Photographer John Fitzpatrick
Stylist

Did you ever play the whac-a-mole game? As Wikipedia describes it,

“A typical Whac-A-Mole machine consists of a large, waist-level cabinet with five holes in its top and a large, soft, black mallet. Each hole contains a single plastic mole and the machinery necessary to move it up and down. Once the game starts, the moles will begin to pop up from their holes at random. The object of the game is to force the individual moles back into their holes by hitting them directly on the head with the mallet, thereby adding to the player’s score.”
 
Health care financing and delivery in the U.S. behave as a whac-a-mole game. When one line item of reimbursement — say, payments to ambulatory care providers — are reduced, utilization in another care segment increases.
 
This is the situation found in an important special article, Increased Ambulatory Care Copayments and Hospitalizations among the Elderly in the New England Journal of Medicine dated January 28, 2010.

Dr. Trivedi, et. al., compared changes in utilization in outpatient and inpatient care among Medicare enrollees that increased copayments for ambulatory care. The researchers compared a controlled utilization between enrollees who had increased ambulatory care copayments versus those whose payments did not change.

The outcome: increasing copayments for ambulatory care services resulted in fewer outpatient visits by Medicare enrollees, and increasing inpatient admissions to hospitals.

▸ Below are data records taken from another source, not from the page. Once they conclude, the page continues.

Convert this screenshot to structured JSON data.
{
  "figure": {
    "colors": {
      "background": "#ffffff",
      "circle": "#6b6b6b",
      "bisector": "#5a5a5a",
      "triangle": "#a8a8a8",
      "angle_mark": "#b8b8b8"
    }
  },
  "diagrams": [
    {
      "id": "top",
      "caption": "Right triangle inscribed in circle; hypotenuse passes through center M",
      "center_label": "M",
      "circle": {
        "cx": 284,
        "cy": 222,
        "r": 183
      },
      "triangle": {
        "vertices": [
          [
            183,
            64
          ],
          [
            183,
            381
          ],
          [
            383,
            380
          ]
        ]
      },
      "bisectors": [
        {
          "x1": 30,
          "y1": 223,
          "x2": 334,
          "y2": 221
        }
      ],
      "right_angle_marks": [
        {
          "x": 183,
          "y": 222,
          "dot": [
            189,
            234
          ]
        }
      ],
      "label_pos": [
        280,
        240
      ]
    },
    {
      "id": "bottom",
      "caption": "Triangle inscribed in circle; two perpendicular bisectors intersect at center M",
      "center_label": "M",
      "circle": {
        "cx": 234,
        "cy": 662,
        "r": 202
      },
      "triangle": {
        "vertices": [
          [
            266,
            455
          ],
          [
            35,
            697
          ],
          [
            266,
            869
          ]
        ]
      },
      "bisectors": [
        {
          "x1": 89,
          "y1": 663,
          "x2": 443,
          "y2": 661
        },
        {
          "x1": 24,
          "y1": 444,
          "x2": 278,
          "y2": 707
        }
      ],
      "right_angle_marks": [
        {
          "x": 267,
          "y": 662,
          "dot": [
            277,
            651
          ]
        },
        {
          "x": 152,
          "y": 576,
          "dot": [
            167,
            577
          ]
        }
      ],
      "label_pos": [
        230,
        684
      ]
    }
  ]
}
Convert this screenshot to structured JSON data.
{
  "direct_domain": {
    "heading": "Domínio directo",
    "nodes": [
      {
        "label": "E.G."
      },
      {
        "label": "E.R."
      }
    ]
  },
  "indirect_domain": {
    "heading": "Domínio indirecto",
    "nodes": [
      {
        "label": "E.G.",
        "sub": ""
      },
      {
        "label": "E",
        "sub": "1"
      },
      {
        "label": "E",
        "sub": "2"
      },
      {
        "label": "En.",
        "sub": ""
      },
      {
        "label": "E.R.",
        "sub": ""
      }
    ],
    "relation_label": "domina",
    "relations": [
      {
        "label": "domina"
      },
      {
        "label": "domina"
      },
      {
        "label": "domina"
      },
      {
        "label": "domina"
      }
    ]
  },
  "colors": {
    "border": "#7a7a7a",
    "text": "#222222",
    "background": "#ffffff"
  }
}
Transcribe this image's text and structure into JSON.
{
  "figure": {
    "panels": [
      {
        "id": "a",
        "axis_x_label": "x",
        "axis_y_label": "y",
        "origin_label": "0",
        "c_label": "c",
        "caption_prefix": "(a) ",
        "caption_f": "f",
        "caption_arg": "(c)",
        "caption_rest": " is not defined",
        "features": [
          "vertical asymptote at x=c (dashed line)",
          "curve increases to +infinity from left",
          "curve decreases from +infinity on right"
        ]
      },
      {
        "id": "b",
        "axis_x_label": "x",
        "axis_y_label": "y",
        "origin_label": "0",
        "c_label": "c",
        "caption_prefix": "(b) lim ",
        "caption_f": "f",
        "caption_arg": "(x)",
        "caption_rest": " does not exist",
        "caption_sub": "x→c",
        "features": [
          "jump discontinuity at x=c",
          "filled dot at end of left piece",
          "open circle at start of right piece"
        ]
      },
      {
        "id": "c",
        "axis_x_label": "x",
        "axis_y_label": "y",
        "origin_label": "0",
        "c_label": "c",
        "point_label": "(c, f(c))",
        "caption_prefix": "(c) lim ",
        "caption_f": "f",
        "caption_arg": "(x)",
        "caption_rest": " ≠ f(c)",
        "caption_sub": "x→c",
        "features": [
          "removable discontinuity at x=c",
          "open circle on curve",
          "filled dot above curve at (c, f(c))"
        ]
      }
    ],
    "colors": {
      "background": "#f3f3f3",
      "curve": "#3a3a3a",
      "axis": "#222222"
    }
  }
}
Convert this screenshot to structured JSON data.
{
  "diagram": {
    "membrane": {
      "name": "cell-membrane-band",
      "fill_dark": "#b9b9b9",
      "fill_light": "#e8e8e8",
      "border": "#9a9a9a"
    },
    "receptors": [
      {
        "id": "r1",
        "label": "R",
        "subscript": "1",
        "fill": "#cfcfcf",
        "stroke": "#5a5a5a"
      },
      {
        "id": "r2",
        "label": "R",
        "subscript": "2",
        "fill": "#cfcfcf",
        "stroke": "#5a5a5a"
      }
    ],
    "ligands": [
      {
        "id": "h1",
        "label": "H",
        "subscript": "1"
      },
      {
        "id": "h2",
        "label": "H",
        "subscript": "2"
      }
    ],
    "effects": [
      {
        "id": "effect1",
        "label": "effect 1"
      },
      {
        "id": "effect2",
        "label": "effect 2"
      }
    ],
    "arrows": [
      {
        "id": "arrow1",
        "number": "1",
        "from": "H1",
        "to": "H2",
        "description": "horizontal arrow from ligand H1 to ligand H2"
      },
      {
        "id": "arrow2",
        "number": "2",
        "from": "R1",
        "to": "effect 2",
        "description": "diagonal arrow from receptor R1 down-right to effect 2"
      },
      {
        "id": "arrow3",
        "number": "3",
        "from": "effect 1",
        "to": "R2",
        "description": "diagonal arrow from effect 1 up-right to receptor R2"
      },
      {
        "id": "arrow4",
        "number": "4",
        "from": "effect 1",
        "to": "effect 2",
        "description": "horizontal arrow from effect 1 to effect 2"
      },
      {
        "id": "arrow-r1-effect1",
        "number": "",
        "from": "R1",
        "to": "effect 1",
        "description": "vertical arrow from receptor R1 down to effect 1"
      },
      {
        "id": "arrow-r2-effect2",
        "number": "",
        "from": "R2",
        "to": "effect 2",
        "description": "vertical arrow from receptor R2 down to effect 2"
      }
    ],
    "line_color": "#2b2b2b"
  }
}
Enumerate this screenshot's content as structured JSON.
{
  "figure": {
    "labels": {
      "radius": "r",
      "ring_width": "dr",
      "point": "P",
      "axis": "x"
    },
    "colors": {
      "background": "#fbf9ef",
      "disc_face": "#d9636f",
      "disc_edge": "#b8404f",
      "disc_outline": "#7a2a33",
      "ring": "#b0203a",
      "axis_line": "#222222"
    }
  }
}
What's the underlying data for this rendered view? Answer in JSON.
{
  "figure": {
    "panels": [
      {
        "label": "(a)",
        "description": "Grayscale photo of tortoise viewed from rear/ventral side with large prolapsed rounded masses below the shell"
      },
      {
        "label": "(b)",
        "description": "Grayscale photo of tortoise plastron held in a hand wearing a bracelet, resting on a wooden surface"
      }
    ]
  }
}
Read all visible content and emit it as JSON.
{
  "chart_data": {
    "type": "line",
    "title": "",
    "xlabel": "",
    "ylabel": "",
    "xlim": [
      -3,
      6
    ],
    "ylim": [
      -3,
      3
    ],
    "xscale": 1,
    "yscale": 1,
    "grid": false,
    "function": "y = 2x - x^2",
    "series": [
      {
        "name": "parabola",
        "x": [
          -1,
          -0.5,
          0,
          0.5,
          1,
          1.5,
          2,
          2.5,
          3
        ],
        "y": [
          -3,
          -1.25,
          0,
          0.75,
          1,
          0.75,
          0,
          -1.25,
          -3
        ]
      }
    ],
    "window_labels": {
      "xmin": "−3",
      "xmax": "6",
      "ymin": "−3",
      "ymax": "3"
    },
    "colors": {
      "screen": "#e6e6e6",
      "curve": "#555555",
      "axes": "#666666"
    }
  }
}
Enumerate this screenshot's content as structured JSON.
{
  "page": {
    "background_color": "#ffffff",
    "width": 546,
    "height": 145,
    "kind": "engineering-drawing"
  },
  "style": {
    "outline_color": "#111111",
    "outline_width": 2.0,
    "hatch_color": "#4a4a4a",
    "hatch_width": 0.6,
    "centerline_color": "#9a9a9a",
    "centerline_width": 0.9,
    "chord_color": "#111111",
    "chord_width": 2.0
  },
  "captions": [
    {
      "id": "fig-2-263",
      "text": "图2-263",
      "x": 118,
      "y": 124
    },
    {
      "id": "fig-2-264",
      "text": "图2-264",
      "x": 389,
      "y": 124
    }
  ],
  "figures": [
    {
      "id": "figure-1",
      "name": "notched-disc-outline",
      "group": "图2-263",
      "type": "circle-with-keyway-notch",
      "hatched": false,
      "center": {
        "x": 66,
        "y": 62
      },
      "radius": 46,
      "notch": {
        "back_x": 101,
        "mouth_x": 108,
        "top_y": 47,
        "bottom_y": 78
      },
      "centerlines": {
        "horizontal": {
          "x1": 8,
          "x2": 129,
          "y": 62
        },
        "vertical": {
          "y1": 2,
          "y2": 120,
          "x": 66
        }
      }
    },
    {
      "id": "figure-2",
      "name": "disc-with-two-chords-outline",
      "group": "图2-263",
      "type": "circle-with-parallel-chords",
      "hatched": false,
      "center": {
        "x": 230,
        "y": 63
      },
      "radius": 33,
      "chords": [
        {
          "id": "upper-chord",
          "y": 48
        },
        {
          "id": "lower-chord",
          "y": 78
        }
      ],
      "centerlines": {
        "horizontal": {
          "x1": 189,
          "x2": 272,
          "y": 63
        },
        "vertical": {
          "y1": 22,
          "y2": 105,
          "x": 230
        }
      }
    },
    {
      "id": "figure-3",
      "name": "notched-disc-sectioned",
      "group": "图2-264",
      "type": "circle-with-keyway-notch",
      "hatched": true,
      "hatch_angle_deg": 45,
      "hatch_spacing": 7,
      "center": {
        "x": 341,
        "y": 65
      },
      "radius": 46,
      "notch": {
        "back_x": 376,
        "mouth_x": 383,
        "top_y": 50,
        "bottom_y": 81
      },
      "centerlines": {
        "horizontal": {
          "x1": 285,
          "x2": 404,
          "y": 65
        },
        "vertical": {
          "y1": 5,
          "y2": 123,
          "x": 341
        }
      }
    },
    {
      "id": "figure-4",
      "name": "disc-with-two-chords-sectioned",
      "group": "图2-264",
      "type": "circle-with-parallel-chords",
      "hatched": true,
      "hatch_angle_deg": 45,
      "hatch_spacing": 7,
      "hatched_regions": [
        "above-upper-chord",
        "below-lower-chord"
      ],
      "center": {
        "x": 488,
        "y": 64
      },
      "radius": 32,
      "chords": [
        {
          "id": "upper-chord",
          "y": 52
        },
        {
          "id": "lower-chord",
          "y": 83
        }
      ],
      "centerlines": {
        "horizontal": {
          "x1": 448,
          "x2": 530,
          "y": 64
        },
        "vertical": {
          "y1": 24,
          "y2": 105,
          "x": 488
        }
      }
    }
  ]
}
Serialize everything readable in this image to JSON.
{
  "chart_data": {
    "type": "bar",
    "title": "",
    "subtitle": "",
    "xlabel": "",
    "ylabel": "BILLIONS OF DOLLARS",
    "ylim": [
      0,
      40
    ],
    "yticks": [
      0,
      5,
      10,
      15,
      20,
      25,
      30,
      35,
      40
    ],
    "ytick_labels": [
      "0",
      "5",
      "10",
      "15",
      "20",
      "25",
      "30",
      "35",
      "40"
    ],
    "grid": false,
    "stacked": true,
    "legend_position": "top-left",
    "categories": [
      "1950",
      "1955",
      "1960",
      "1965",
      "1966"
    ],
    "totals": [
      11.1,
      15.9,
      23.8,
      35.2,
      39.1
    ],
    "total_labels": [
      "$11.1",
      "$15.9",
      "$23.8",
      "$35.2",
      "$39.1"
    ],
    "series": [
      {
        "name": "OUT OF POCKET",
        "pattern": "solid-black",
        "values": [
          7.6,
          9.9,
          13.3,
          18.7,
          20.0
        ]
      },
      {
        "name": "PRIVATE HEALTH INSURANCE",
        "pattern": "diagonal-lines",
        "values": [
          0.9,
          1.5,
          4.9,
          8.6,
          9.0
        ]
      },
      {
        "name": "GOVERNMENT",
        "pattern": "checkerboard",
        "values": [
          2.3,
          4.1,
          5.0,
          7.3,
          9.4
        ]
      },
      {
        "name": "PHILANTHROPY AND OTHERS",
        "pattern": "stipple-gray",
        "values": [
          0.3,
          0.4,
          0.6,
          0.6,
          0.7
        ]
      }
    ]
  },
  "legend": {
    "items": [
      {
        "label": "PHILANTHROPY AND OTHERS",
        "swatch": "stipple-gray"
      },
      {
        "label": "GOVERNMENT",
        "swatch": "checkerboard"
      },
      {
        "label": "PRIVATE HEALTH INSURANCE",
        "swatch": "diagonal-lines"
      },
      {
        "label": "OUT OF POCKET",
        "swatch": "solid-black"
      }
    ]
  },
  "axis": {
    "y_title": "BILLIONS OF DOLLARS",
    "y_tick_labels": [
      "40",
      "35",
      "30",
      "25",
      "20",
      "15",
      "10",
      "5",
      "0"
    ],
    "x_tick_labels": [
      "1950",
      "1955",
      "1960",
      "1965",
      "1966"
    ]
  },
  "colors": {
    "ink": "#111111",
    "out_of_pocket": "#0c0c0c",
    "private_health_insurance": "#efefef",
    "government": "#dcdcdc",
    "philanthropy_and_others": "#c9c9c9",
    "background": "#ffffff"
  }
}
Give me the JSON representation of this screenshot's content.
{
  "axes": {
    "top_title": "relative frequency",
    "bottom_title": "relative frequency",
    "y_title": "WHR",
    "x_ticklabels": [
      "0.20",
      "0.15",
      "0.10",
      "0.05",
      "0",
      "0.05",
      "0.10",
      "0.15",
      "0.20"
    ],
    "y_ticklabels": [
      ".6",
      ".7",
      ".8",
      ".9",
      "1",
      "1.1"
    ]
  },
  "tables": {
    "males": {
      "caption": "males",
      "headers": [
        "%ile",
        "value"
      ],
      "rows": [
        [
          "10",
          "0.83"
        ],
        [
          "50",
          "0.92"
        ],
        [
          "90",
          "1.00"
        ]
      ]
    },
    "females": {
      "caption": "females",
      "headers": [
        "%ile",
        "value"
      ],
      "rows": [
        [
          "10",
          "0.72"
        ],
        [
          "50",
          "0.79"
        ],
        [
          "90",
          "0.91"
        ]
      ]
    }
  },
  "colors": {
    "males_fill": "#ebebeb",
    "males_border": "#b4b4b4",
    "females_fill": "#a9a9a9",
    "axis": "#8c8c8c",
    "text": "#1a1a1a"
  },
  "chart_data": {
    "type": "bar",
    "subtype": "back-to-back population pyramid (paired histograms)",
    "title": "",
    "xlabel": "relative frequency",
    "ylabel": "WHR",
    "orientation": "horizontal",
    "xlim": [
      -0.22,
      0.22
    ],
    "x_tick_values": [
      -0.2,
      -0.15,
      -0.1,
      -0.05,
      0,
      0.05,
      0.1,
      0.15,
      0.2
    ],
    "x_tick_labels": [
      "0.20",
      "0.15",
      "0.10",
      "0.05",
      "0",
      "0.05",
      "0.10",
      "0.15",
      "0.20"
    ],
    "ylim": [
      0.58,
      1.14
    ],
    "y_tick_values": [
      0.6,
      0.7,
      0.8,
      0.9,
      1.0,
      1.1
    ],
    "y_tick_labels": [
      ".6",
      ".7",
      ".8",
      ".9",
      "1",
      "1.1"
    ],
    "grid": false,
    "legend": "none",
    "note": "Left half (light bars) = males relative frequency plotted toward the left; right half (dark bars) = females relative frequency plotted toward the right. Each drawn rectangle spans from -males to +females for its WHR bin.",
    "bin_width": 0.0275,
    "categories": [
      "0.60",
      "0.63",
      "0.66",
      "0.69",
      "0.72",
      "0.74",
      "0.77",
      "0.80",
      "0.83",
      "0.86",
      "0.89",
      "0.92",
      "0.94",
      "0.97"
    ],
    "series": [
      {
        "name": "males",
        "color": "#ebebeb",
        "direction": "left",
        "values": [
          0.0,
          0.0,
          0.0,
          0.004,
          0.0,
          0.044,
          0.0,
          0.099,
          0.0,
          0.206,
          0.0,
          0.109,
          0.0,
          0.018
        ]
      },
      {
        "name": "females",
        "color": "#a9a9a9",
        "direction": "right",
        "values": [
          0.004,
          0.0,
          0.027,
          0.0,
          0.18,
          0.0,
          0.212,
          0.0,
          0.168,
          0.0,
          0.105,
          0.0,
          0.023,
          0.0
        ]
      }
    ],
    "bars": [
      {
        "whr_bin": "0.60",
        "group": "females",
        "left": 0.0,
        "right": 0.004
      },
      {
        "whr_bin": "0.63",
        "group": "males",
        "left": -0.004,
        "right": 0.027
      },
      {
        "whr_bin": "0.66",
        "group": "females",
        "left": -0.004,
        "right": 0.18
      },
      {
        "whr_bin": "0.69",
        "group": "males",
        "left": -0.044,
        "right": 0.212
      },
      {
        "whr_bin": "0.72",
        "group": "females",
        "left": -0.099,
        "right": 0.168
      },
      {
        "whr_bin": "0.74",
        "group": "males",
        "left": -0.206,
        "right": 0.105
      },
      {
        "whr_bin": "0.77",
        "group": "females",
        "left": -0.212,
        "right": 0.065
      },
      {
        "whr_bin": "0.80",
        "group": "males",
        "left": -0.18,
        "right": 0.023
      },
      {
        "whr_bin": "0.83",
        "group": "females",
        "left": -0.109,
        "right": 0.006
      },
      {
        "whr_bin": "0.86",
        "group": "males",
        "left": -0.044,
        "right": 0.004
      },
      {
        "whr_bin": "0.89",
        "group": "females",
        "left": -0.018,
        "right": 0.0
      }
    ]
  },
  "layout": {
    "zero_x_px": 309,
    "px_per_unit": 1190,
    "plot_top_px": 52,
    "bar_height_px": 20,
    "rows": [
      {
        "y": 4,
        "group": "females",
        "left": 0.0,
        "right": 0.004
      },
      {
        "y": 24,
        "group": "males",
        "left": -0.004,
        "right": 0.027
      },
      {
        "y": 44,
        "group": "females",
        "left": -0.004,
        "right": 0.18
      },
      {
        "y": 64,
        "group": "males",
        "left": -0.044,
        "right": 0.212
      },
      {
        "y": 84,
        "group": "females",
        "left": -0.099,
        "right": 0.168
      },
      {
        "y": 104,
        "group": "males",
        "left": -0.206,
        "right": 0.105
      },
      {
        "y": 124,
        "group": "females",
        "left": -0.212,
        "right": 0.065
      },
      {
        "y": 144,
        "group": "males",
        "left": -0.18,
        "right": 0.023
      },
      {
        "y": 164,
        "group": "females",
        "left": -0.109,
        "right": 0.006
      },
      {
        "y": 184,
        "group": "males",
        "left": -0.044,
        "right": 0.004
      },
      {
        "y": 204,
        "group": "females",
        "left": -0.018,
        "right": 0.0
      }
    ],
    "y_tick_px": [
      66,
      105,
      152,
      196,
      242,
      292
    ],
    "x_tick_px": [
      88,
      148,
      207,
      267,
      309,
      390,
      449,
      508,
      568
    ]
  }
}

Health Populi’s Hot Points: The conclusion we draw is that raising cost-sharing for ambulatory care can have adverse consequences — and ironically, drive health spending up.

This study speaks to the important art of value-based benefit design: art and, of course, actuarial science, too. The U.S. health system has a long history of whac-a-mole economics: when inpatient payment rates got cut for hospitals, for example, hospitals rushed to build ambulatory surgery centers and outpatient rehab facilities.

In the meantime, whac-a-mole will continue until those who design health plans recognize the nature of incentives and their consequences. For more on value-based benefit designs, check out Dr. David Hom‘s work at Healthcare Innovation as well as Health Affairs’ article by Michael Chernew et. al. on the evidence of value-based plan design.